Chicano and Chicana Literature

Chicano and Chicana Literature
Author :
Publisher : University of Arizona Press
Total Pages : 233
Release :
ISBN-10 : 9780816549986
ISBN-13 : 0816549982
Rating : 4/5 (86 Downloads)

Synopsis Chicano and Chicana Literature by : Charles M. Tatum

The literary culture of the Spanish-speaking Southwest has its origins in a harsh frontier environment marked by episodes of intense cultural conflict, and much of the literature seeks to capture the epic experiences of conquest and settlement. The Chicano literary canon has evolved rapidly over four centuries to become one of the most dynamic, growing, and vital parts of what we know as contemporary U.S. literature. In this comprehensive examination of Chicano and Chicana literature, Charles M. Tatum brings a new and refreshing perspective to the ethnic identity of Mexican Americans. From the earliest sixteenth-century chronicles of the Spanish Period, to the poetry and narrative fiction of the second half of the nineteenth century and the first half of the twentieth century, and then to the flowering of all literary genres in the post–Chicano Movement years, Chicano/a literature amply reflects the hopes and aspirations as well as the frustrations and disillusionments of an often marginalized population. Exploring the work of Rudolfo Anaya, Sandra Cisneros, Luis Alberto Urrea, and many more, Tatum examines the important social, historical, and cultural contexts in which the writing evolved, paying special attention to the Chicano Movement and the flourishing of literary texts during the 1960s and early 1970s. Chapters provide an overview of the most important theoretical and critical approaches employed by scholars over the past forty years and survey the major trends and themes in contemporary autobiography, memoir, fiction, and poetry. The most complete and up-to-date introduction to Chicana/o literature available, this book will be an ideal reference for scholars of Hispanic and American literature. Discussion questions and suggested reading included at the end of each chapter are especially suited for classroom use.

Creating Aztlán

Creating Aztlán
Author :
Publisher : University of Arizona Press
Total Pages : 302
Release :
ISBN-10 : 9780816530038
ISBN-13 : 0816530033
Rating : 4/5 (38 Downloads)

Synopsis Creating Aztlán by : Dylan Miner

"Creating Aztlâan interrogates the important role of Aztlâan in Chicano and Indigenous art and culture. Using the idea that lowriding is an Indigenous way of being, author Dylan A. T. Miner (Mâetis) discusses the multiple roles that Aztlâan has played atvarious moments in time, engaging pre-colonial indigeneities, alongside colonial, modern, and contemporary Xicano responses to colonization"--

Recovering the U.S. Hispanic Literary Heritage

Recovering the U.S. Hispanic Literary Heritage
Author :
Publisher : Arte Publico Press
Total Pages : 465
Release :
ISBN-10 : 9781558852518
ISBN-13 : 1558852514
Rating : 4/5 (18 Downloads)

Synopsis Recovering the U.S. Hispanic Literary Heritage by : Virginia Sánchez Korrol

Presents essays dealing with literature written by Hispanic Americans from the sixteenth century through 1960, evaluates individual authors, and examines the contributions of Latino authors in a multicultural, multilingual society.
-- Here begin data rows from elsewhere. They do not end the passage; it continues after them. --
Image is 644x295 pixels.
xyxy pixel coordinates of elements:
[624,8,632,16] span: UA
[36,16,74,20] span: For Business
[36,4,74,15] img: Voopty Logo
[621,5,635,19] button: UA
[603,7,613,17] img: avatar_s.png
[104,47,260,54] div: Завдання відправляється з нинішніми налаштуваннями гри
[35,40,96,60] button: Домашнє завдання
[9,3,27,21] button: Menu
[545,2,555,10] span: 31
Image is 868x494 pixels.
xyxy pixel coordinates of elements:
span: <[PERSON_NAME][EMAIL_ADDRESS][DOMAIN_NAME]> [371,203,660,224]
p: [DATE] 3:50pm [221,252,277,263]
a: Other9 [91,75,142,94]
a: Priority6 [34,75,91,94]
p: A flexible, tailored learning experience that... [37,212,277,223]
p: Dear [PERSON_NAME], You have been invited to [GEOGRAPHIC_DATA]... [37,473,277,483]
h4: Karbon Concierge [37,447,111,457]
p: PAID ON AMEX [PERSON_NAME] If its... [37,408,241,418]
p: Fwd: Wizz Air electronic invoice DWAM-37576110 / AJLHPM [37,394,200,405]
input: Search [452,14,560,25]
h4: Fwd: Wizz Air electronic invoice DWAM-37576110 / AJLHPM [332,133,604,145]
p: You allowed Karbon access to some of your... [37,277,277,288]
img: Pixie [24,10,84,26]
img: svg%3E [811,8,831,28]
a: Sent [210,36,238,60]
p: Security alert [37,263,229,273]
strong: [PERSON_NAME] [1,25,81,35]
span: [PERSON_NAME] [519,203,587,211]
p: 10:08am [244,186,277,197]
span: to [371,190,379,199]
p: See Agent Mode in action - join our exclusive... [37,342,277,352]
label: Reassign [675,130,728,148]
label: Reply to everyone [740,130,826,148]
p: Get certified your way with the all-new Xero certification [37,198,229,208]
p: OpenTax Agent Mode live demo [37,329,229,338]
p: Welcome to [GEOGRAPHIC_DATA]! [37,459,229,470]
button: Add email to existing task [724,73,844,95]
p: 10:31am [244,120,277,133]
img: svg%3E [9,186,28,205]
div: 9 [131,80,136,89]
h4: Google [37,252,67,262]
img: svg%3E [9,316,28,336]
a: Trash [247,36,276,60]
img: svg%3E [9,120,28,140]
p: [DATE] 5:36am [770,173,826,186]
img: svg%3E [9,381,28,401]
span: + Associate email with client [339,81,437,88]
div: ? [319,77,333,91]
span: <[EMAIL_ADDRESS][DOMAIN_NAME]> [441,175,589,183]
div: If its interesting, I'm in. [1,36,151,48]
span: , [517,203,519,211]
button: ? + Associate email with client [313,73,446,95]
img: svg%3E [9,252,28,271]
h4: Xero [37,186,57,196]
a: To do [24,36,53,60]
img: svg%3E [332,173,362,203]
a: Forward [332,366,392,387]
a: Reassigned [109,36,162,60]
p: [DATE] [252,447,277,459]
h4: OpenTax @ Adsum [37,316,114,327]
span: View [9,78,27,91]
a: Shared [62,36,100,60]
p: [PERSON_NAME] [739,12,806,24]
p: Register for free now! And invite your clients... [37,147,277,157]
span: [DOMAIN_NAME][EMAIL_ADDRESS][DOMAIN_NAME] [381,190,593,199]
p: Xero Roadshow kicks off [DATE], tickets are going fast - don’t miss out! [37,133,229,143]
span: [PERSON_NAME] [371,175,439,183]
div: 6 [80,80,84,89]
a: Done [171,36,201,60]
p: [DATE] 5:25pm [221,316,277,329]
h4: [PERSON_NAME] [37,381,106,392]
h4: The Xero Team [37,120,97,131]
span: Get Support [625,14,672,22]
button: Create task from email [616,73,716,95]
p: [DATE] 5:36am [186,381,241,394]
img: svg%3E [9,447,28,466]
ISSUE 5: Race, Class, and Gender

ISSUE 5: Race, Class, and Gender
Author :
Publisher : Lulu.com
Total Pages : 133
Release :
ISBN-10 : 9781387986026
ISBN-13 : 1387986023
Rating : 4/5 (26 Downloads)

Synopsis ISSUE 5: Race, Class, and Gender by : Joe Barrera

The Almagre Review is a Colorado literary journal devoted to the art of storytelling in the written form. We feature fiction, poems, essays, memoirs, artwork and interviews. We publish new voices alongside established ones. Come join the narrative that tells the story of our region. Issue 5 is devoted to the themes of Race, Class, and Gender.